The luminous ray that came straight up from below drew the weight of her body towards the abyss. It seemed to her that the ground of the oscillating square went up the walls, and that the floor dipped on end like a tossing boat. She was right at the edge, almost hanging, surrounded by vast space. The blue of the heavens suffused her, the air was whirling in her hollow head; she had but to yield, to let herself be taken; and the humming of the lathe never ceased, like an angry voice calling her.

‘Emma! Emma!’ cried Charles.

She stopped.

‘Wherever are you? Come!’

The thought that she had just escaped from death almost made her faint with terror. She closed her eyes; then she shivered at the touch of a hand on her sleeve; it was Félicité.

‘Master is waiting for you, madame; the soup is on the table.’
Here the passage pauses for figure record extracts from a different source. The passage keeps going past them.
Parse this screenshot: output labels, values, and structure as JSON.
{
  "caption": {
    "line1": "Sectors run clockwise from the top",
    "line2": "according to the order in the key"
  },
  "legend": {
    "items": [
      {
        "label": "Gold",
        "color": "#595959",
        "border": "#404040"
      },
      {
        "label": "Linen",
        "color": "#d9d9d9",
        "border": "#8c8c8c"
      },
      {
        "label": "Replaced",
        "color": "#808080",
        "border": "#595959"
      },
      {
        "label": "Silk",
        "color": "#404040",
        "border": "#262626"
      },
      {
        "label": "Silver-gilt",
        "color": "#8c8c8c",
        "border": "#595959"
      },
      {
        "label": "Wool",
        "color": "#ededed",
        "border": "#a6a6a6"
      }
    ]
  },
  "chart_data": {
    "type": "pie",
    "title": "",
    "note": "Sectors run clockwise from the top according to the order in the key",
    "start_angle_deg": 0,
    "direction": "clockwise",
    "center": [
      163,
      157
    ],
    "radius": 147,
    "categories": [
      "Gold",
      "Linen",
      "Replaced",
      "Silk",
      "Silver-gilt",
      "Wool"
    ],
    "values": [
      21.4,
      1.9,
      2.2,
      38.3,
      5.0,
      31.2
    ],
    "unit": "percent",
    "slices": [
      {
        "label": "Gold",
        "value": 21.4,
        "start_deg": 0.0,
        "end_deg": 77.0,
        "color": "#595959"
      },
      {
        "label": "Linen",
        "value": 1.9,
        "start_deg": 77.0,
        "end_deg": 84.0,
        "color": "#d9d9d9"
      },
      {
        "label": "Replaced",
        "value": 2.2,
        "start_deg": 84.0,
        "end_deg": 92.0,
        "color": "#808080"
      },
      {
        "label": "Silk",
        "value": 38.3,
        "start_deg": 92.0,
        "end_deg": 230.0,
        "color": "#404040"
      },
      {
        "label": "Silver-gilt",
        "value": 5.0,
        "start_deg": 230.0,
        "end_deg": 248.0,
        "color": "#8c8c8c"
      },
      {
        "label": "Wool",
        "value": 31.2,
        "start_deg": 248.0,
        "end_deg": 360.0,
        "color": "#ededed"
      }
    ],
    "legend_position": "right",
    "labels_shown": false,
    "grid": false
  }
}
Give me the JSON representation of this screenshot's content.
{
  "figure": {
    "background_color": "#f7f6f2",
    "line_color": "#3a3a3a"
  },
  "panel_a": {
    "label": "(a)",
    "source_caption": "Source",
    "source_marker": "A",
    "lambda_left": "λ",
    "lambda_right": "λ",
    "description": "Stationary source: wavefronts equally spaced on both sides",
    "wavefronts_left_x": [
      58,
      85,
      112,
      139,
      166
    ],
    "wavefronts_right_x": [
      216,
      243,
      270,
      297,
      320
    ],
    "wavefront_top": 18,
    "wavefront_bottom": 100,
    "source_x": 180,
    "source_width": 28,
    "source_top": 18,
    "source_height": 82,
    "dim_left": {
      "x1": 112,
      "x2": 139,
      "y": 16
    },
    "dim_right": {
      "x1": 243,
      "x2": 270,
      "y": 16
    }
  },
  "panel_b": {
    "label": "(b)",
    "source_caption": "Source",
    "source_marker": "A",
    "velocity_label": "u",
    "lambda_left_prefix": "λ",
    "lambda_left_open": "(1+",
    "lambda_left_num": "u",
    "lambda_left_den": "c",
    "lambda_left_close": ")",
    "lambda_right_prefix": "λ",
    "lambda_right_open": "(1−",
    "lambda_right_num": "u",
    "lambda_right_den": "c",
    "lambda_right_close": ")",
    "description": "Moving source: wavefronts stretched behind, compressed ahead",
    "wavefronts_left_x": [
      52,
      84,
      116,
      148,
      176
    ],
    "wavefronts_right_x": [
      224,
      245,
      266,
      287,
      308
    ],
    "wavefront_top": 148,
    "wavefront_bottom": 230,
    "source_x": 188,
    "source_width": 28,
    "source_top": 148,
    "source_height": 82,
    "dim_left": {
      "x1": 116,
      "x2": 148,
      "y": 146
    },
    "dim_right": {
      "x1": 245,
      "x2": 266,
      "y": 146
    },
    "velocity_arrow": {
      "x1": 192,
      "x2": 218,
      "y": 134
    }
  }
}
And she had to go down to sit at table.

She tried to eat. The food choked her. Then she unfolded her napkin as if to examine the darns, and she really thought of applying herself to this work, counting the threads in the linen. Suddenly the remembrance of the letter returned to her. How had she lost it? Where could she find it? But she felt such weariness of spirit that she could not even invent a pretext for leaving the table. Then she became a coward; she was afraid of Charles; he knew all, that was certain! Indeed he pronounced these words in a strange manner: ‘We are not likely to see Monsieur Rodolphe soon again, it seems.’

‘Who told you?’ she said, shuddering.

‘Who told me!’ he replied, rather astonished at her abrupt tone. ‘Why, Girard, whom I met just now at the door of the Café Français. He has gone on a journey, or is to go.’

She gave a sob.

‘What surprises you in that? He goes off like that from time to time for a change, and my word! I think he’s right when you’re a bachelor and well-off too. Besides, he has jolly times, has our friend. He’s a bit of a rake. Monsieur Langlois told me – ’

He stopped for propriety’s sake because the servant came in. She put back into the basket the apricots scattered on the sideboard. Charles, without noticing his wife’s colour, had them brought to him, took one, and bit into it.

‘Ah! perfect!’ said he; ‘just taste!’

And he handed her the basket, which she put away from her gently.

‘Do just smell! What an odour!’ he remarked, passing it under her nose several times.

‘I’m choking,’ she cried, leaping up. But by an effort of will the spasm passed; then – ‘It is nothing,’ she said, ‘it is nothing! It is nervousness. Sit down and go on with your meal.’ For she was afraid of his beginning to question her, and look after her, and not leave her alone.

Charles obediently sat down again, and spat the stones of the apricots into his hands, afterwards putting them on his plate.

Suddenly a blue tilbury passed across the square at a rapid trot. Emma uttered a cry and fell back rigid to the ground.

In fact, Rodolphe, after many reflections, had decided to set out for Rouen. Now, as from La Huchette to Buchy there is no other way than by Yonville, he had to go through the village, and Emma had recognised him by the rays of the lanterns, as they flashed like lightning through the dusk.

The chemist, at the tumult which broke out in the house, ran in. The table with all the plates was upset; sauce, meat, knives, the salt, and cruet-stand were strewn over the room; Charles was calling for help; Berthe, scared, was crying; and Félicité, whose hands trembled, was unlacing her mistress, whose whole body shivered convulsively.

‘I’ll run to my laboratory for some aromatic vinegar,’ said the druggist.

Then as she opened her eyes on smelling the bottle – ‘I was sure of it,’ he remarked; ‘that would wake a dead man for you!’